Another wonder the Internet has brought is as you describe improved qualities in food, coffee etc. Products such as hot chili sauce or equivalent can be ordered online and delivered anywhere (it might have been possible in 1970 as well, but you were constrained by the supply you were provided with in catalogues. You also needed knowledge to know there were chili in the first place). I’m just waiting for a revolution in fresh produce – We’re still stuck with 1-2 different kinds of potatoes but we have perhaps 50 different types of potato chips in the same store. I’d love to be able to choose between 200-300 different sorts of potatoes and have them delivered to my home if this was possible.
Jeffrey Jakucyk says
Most of these items are ones that require huge subsidies to provide, either through higher taxes or utility rates for urban dwellers. Most small towns and rural areas are wards of the state, the problem is they don’t know it and even think the opposite is true.
urbanleftbehind says
You just described Illinoisans outside of the favored third of Chicago proper, N and NW Cook County, southern Lake County, and DuPage County.
Rod Burkett says
I enjoyed reading your observations; they brought back many memories. I grew up in Central Indiana in the 1950s & 60s.

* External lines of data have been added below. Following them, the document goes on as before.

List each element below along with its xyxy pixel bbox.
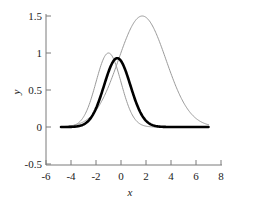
series-wide-tall-gray-gaussian bbox=[61, 16, 209, 127]
y-tick-label-0.5: 0.5 bbox=[28, 84, 42, 96]
x-tick-label-4: 4 bbox=[168, 170, 174, 182]
x-tick-label-minus2: -2 bbox=[91, 170, 100, 182]
series-narrow-gray-gaussian bbox=[61, 53, 209, 127]
x-tick-marks bbox=[46, 160, 221, 165]
y-tick-label-1: 1 bbox=[37, 47, 43, 59]
chart-figure: 1.5 1 0.5 0 -0.5 -6 -4 -2 0 2 4 6 8 x y bbox=[0, 0, 264, 200]
y-axis-title: y bbox=[10, 89, 22, 95]
x-tick-label-6: 6 bbox=[193, 170, 199, 182]
y-tick-label-minus0.5: -0.5 bbox=[25, 158, 43, 170]
x-tick-label-0: 0 bbox=[118, 170, 124, 182]
x-tick-label-8: 8 bbox=[218, 170, 224, 182]
y-tick-label-1.5: 1.5 bbox=[28, 10, 42, 22]
data-curves bbox=[61, 16, 209, 127]
y-tick-label-0: 0 bbox=[37, 121, 43, 133]
plot-area: 1.5 1 0.5 0 -0.5 -6 -4 -2 0 2 4 6 8 x y bbox=[0, 0, 264, 200]
x-tick-label-minus6: -6 bbox=[41, 170, 51, 182]
x-axis-title: x bbox=[127, 186, 133, 198]
y-tick-marks bbox=[46, 16, 51, 164]
x-tick-label-2: 2 bbox=[143, 170, 149, 182]
x-tick-label-minus4: -4 bbox=[66, 170, 76, 182]
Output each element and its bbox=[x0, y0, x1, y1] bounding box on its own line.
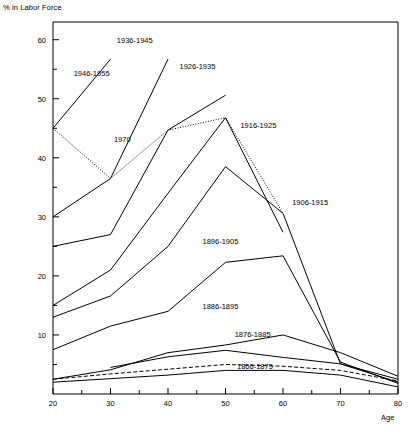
series-label-1896-1905: 1896-1905 bbox=[203, 237, 239, 246]
axis-tick-labels: 10203040506020304050607080 bbox=[38, 36, 403, 408]
series-inline-labels: 19701946-19551936-19451926-19351916-1925… bbox=[74, 36, 328, 371]
series-label-1866-1875: 1866-1875 bbox=[237, 362, 273, 371]
x-tick-label: 60 bbox=[279, 399, 287, 408]
series-line-1970 bbox=[53, 118, 283, 214]
series-label-1916-1925: 1916-1925 bbox=[240, 121, 276, 130]
series-label-1886-1895: 1886-1895 bbox=[203, 302, 239, 311]
x-tick-label: 70 bbox=[336, 399, 344, 408]
series-line-lowest-unlabeled bbox=[53, 370, 398, 387]
series-label-1946-1955: 1946-1955 bbox=[74, 69, 110, 78]
series-line-1936-1945 bbox=[53, 59, 168, 217]
series-line-1896-1905 bbox=[53, 256, 398, 384]
y-tick-label: 50 bbox=[38, 95, 46, 104]
y-tick-label: 10 bbox=[38, 331, 46, 340]
x-tick-label: 40 bbox=[164, 399, 172, 408]
series-label-1926-1935: 1926-1935 bbox=[180, 62, 216, 71]
series-label-1906-1915: 1906-1915 bbox=[292, 198, 328, 207]
y-tick-label: 60 bbox=[38, 36, 46, 45]
series-label-1970: 1970 bbox=[114, 135, 131, 144]
axis-ticks bbox=[53, 40, 398, 394]
series-label-1936-1945: 1936-1945 bbox=[117, 36, 153, 45]
y-tick-label: 30 bbox=[38, 213, 46, 222]
data-series-lines bbox=[53, 59, 398, 387]
y-tick-label: 20 bbox=[38, 272, 46, 281]
line-chart-plot: 10203040506020304050607080 19701946-1955… bbox=[0, 0, 418, 437]
x-tick-label: 20 bbox=[49, 399, 57, 408]
y-tick-label: 40 bbox=[38, 154, 46, 163]
series-line-1916-1925 bbox=[53, 118, 283, 306]
x-tick-label: 80 bbox=[394, 399, 402, 408]
chart-container: % in Labor Force Age 1020304050602030405… bbox=[0, 0, 418, 437]
x-tick-label: 30 bbox=[106, 399, 114, 408]
series-line-1886-1895 bbox=[53, 335, 398, 379]
series-label-1876-1885: 1876-1885 bbox=[235, 330, 271, 339]
x-tick-label: 50 bbox=[221, 399, 229, 408]
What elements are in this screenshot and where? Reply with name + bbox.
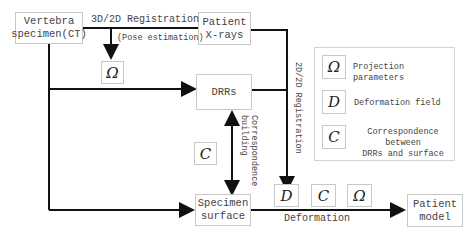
- legend-omega-text: Projection parameters: [353, 62, 454, 84]
- deformation-symbol-box: D: [274, 184, 299, 207]
- patient-xrays-node: Patient X-rays: [198, 12, 251, 45]
- legend-deformation-text: Deformation field: [354, 98, 441, 109]
- legend-omega-icon: Ω: [322, 55, 346, 79]
- omega-symbol-box-2: Ω: [347, 184, 372, 207]
- correspondence-building-label: Correspondence building: [239, 115, 259, 186]
- omega-symbol-box: Ω: [101, 61, 124, 84]
- correspondence-symbol-box: C: [194, 142, 217, 165]
- legend: Ω Projection parameters D Deformation fi…: [314, 47, 455, 161]
- deformation-label: Deformation: [284, 213, 350, 224]
- legend-correspondence-text: Correspondence between DRRs and surface: [352, 127, 454, 160]
- vertebra-specimen-node: Vertebra specimen(CT): [15, 12, 83, 44]
- registration-2d2d-label: 2D/2D Registration: [293, 62, 303, 154]
- legend-correspondence-icon: C: [322, 125, 346, 149]
- drrs-node: DRRs: [196, 74, 252, 110]
- registration-3d2d-label: 3D/2D Registration: [91, 14, 199, 25]
- legend-deformation-icon: D: [322, 90, 346, 114]
- correspondence-symbol-box-2: C: [311, 184, 336, 207]
- specimen-surface-node: Specimen surface: [195, 194, 251, 226]
- patient-model-node: Patient model: [407, 194, 463, 227]
- pose-estimation-label: (Pose estimation): [117, 33, 204, 43]
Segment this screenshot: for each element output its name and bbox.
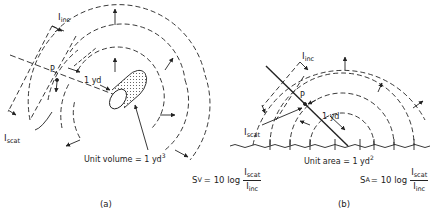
panel-a-incident-label: Iinc: [58, 13, 70, 24]
panel-a-point-label: P: [50, 66, 55, 74]
panel-a-distance-label: 1 yd: [84, 77, 101, 85]
numerator-subscript: scat: [414, 171, 428, 179]
formula-fraction: Iscat Iinc: [410, 168, 428, 192]
formula-lhs-subscript: V: [197, 177, 201, 184]
scattered-subscript: scat: [247, 131, 261, 139]
scattered-subscript: scat: [7, 137, 21, 145]
sea-bottom: [230, 145, 430, 148]
incident-subscript: inc: [305, 55, 315, 63]
panel-b-caption: (b): [338, 200, 350, 209]
denominator-subscript: inc: [416, 185, 426, 193]
unit-area-exponent: 2: [370, 154, 374, 161]
panel-a-volume-scattering: [8, 5, 210, 160]
panel-b-scattered-label: Iscat: [244, 128, 260, 139]
numerator-subscript: scat: [247, 171, 261, 179]
panel-b-incident-label: Iinc: [302, 52, 314, 63]
unit-volume-exponent: 3: [162, 152, 166, 159]
panel-b-distance-label: 1 yd: [322, 113, 339, 121]
formula-operator: = 10 log: [204, 176, 240, 185]
panel-a-caption: (a): [100, 200, 112, 209]
unit-volume-cylinder: [106, 70, 147, 112]
panel-b-unit-area-label: Unit area = 1 yd2: [304, 155, 374, 166]
formula-lhs-subscript: A: [365, 177, 369, 184]
formula-operator: = 10 log: [371, 176, 407, 185]
panel-a-formula: SV = 10 log Iscat Iinc: [192, 168, 261, 192]
unit-area-text: Unit area = 1 yd: [304, 157, 370, 166]
incident-subscript: inc: [61, 16, 71, 24]
unit-volume-text: Unit volume = 1 yd: [84, 155, 162, 164]
panel-b-formula: SA= 10 log Iscat Iinc: [360, 168, 428, 192]
panel-a-scattered-label: Iscat: [4, 134, 20, 145]
formula-fraction: Iscat Iinc: [243, 168, 261, 192]
panel-b-point-label: P: [300, 92, 305, 100]
panel-a-unit-volume-label: Unit volume = 1 yd3: [84, 153, 166, 164]
denominator-subscript: inc: [249, 185, 259, 193]
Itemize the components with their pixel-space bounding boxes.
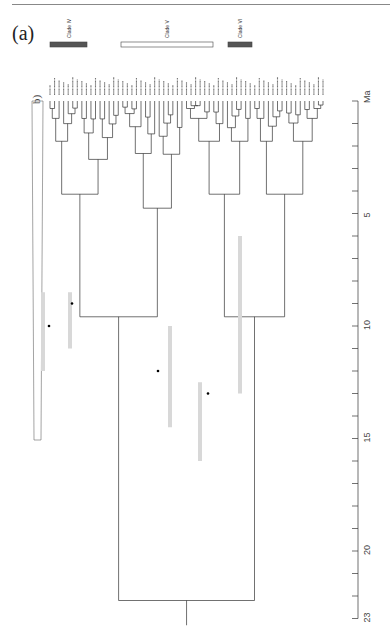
clade-bar <box>121 42 213 47</box>
axis-tick-label: 15 <box>362 432 372 442</box>
clade-bar <box>228 42 252 47</box>
hpd-bar <box>41 292 45 371</box>
node-dot <box>48 325 51 328</box>
clade-label: Clade V <box>164 20 170 38</box>
node-dot <box>71 302 74 305</box>
node-dot <box>157 370 160 373</box>
hpd-bar <box>238 236 242 394</box>
hpd-bar <box>168 326 172 427</box>
clade-label: Clade IV <box>66 18 72 38</box>
hpd-bar <box>68 292 72 348</box>
axis-tick-label: 23 <box>362 612 372 622</box>
axis-tick-label: 20 <box>362 545 372 555</box>
axis-tick-label: 10 <box>362 320 372 330</box>
node-dot <box>207 392 210 395</box>
clade-label: Clade VI <box>237 19 243 38</box>
clade-bar <box>50 42 87 47</box>
hpd-bar <box>198 382 202 461</box>
phylogenetic-tree-figure: Clade IVClade VClade VIb)510152023Ma <box>0 0 390 638</box>
axis-unit-label: Ma <box>362 90 372 103</box>
axis-tick-label: 5 <box>362 212 372 217</box>
collapsed-clade-box <box>32 101 43 440</box>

In addition to your list, I think most people have inside toilets today; I did not enjoy that luxury until I went to college. Using the outhouse at a temperature of 20 degrees below zero was a memorable experience. Also, in my part of the state, most farmers raised hogs in addition to grain crops so another change today from that time is fewer odors while driving through the countryside. We thought of the odor as the smell of money.
George Mattei says
Aaron-thought. Wonder if the fact that rural areas now have access to media and a view to the outside world that is driving part of the issue with drugs and crime. After all, if everyone around you lives like you do, then you feel ok. Rural dwellers in the 70s still had much more than those in say the 30’s.
But suddenly you’re watching tv and YouTube and seeing all these things folks in wealthier areas have and it leads to envy, then feelings of inadequacy.